VOD film review: Muppets Most Wanted
Review Overview
Predictability
6Songs
7Laughs
9David Farnor | On 29, Dec 2014
Director: James Bobin
Cast: Kermit the Frog, Miss Piggy, Constantine, Ricky Gervais, Ty Burrell, Tina Fey
Certificate: PG
Watch Muppets Most Wanted online in the UK: Disney+ / TalkTalk TV / Apple TV (iTunes) / Prime Video (Buy/Rent) / Google Play
“We’re doing a sequel…” sings Kermit the Frog at the start of Muppets Most Wanted, a sequel to 2011’s The Muppets. It’s par for the course for Jim Henson’s furry creations, who have never been afraid to sidestep convention for a bit of self-aware silliness.
Muppets Most Wanted, then, is just what fans could want. That, in a way, is the problem: the film’s unrestrained embrace of anarchy is, ironically, all too predictable.

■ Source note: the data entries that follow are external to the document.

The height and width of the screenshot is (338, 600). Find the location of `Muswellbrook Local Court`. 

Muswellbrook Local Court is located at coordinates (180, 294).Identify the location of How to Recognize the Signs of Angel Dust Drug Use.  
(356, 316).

The set-up is simple: with no idea what to do for a second movie, the gang find themselves wooed by a nice agent, Dominic Badguy (pronounced “Badgee” – it’s French). Played by Ricky Gervais with minimal Ricky Gervaisness, he’s no Jason Segel or Amy Adams, but proves an amusing human companion for our madcap puppets, steering them from city to city so that he can carry out art heists while the public is distracted.
The villain of the piece, though, is an altogether more inspired choice: Constantine the Frog, who looks exactly the same as Kermit, except for a mole on his cheek. A dab of green face paint and a stick-on mole later, and Constantine has infiltrated the troupe, while Kermit is dragged off to the Russian gulag.

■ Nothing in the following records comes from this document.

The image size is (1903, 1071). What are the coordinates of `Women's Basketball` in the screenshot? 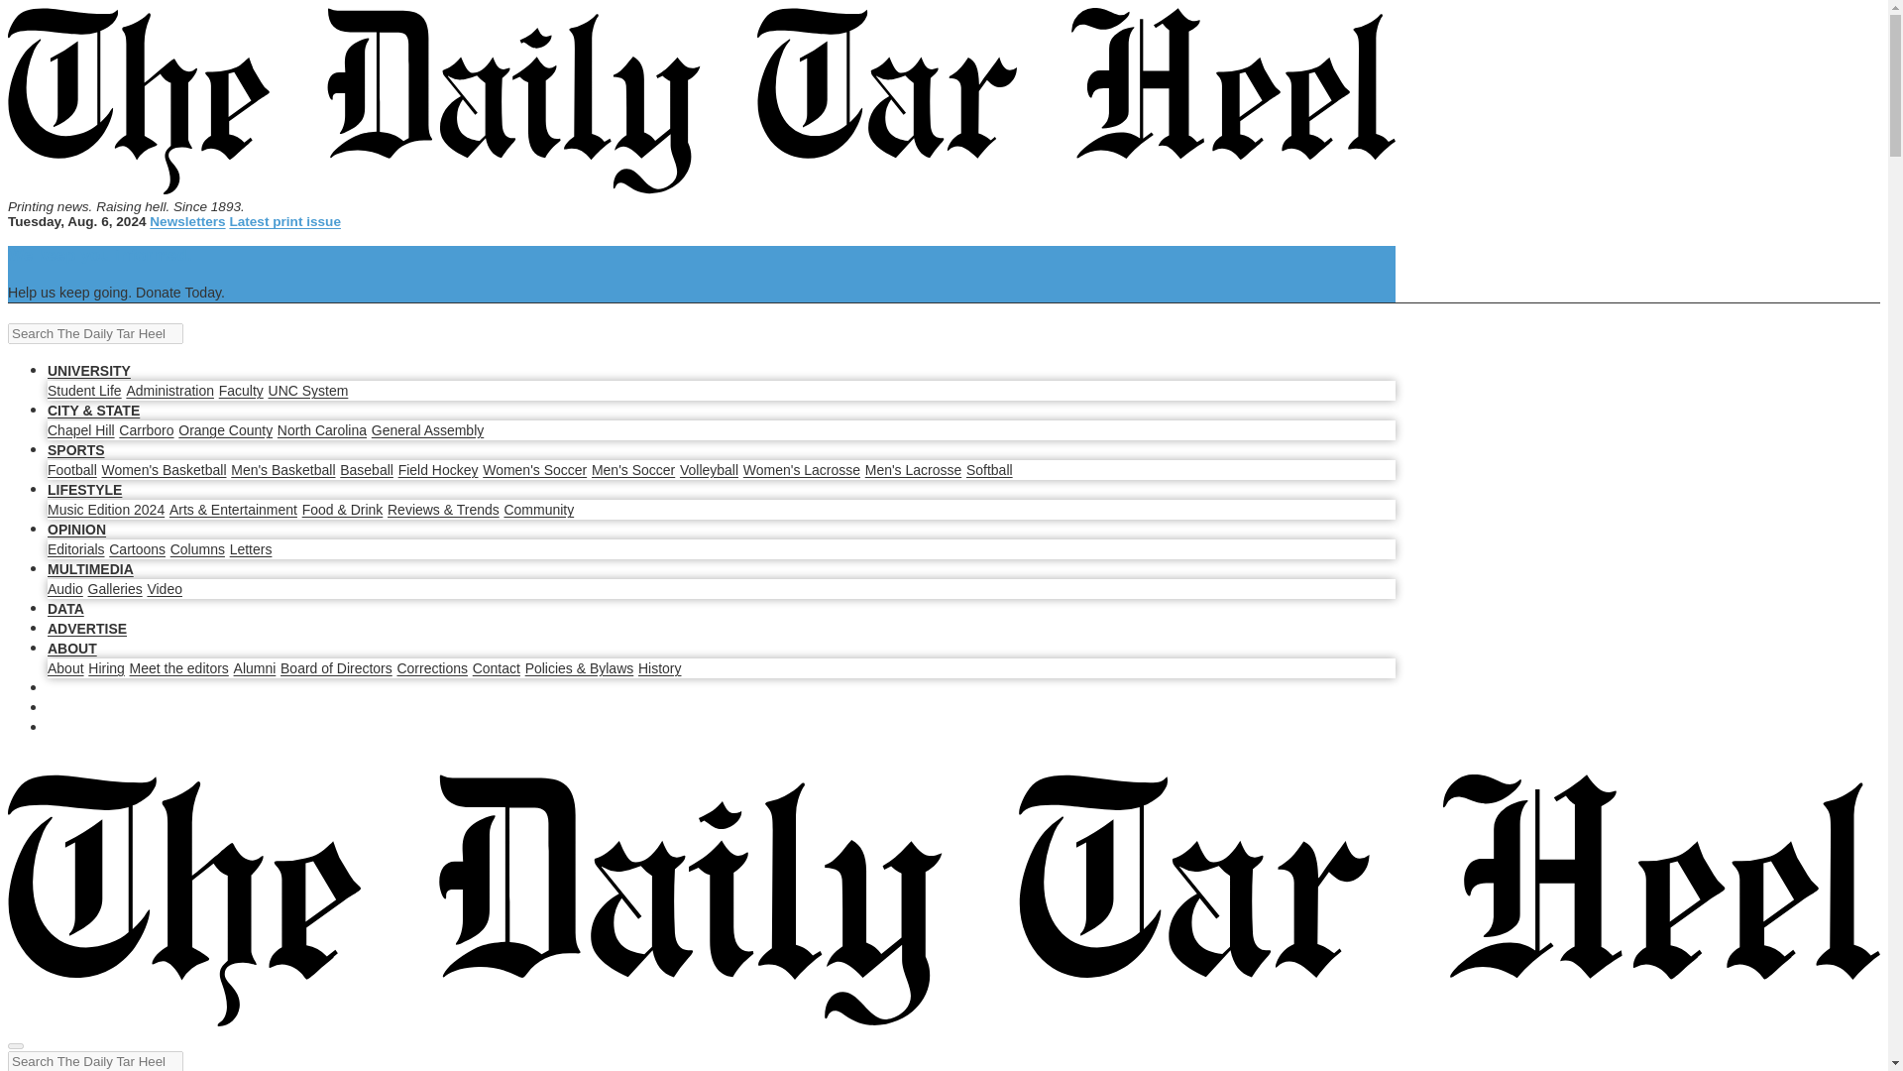 It's located at (163, 469).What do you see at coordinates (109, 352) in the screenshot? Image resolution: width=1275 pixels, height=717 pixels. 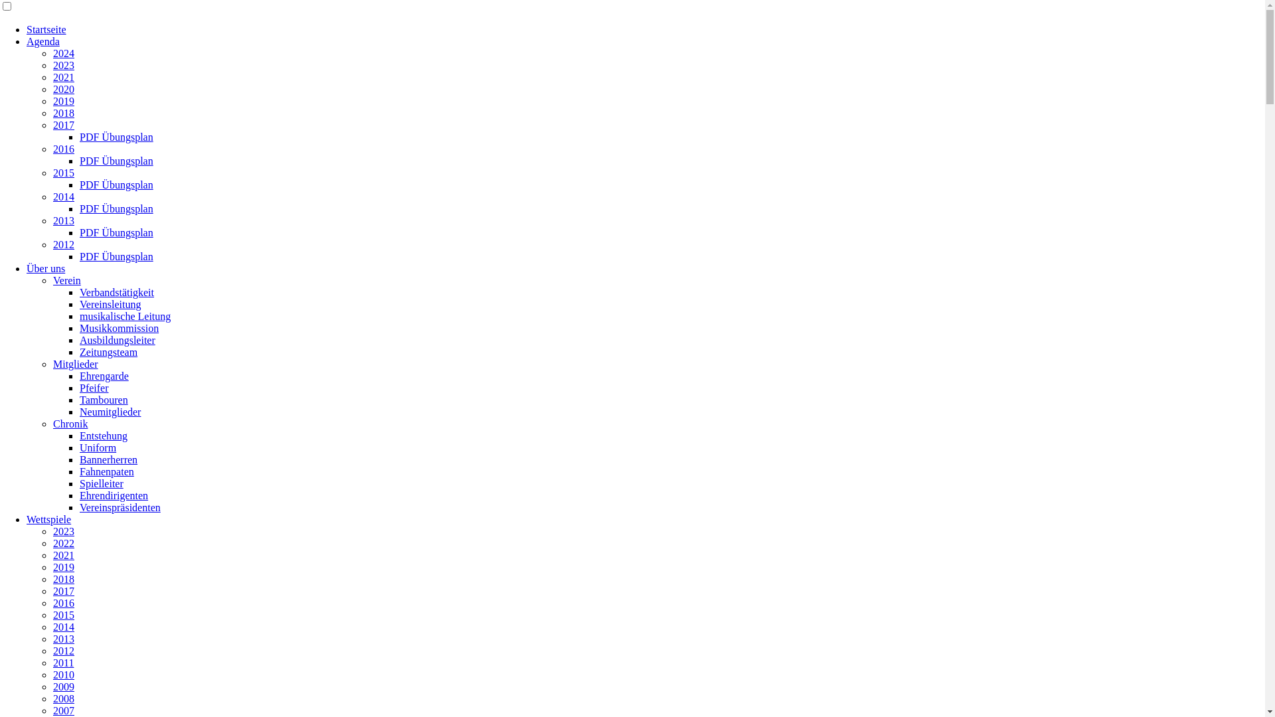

The gulag, run by Tina Fey, is a grim place – but one with a nifty line in chorus numbers. “Welcome to the Big House!” the inmates all sing, with everyone from Jemaine Clements off Flight of the Conchords to Ray Liotta popping up in jumpsuits. Bret McKenzie’s songs continue to be just the right blend of witty and wildly daft – the opening and closing numbers are real standouts – a combination that makes up for what soon feels like an endless parade of celebrity cameos.
Fey is fun as the closet-Kermit obsessive, all leather gloves and stern deadpan, while Ty Burrell is fantastic as a gloriously stereotypical French cop, who clashes with the CIA’s Sam the Eagle over everything from lunch breaks to the size of their badges. Others, though, are unnecessary, as James McAvoy turns up as a delivery man, Lady Gaga serves tea, and even Steve Carrell does a stint of guard duty. This string of big names who add nothing to the narrative only distracts from who should be the real stars of the show: the Muppets.
If the cycle of famous friends and Eurotrip heists becomes repetitive, though, director James Bobin makes sure that the giggles keep coming too. Even if it disappoints on a first viewing, re-watches reveal more and more background details to make you smile. The biggest laughs of all, though, stem from Matt Vogel’s performance as Constantine. Also the voice of Robin and Floyd Pepper, Vogel goes full comic Russian for the bad frog, never sounding remotely like Kermit, even as he fools the others. “Hiiii hooooo, Kearmeet the frawggg heeere,” he recites, looking like a puppeteer’s hand just went up the wrong hole.
It’s a joke that doesn’t get old, taking us all the way from an explosive prison escape to a dramatic wedding with a carefully arched eyebrow. If 2011’s The Muppets dealt in nostalgia for the days of old, Muppets Most Wanted is a deliberate return to those 70s and 80s variety show escapades, but one that plays with our expectations in a wonderfully 21st century way: it’s only because we love Kermit so much that this bizarre stranger is so entertaining to watch. Promising cockatoos in Malibu to anyone who will believe him, Constantine is a surreal flourish in a screwball caper that could otherwise seem all too familiar or dated. Yes, the whole affair may be predictable to fans, but so is your reaction to it all: it’s simply very, very funny. Sensational? Sometimes. Inspirational? Not quite. Muppetational? Definitely.
Muppets Most Wanted is available on Disney+ UK, as part of a £7.99 monthly subscription or a £79.99 yearly subscription.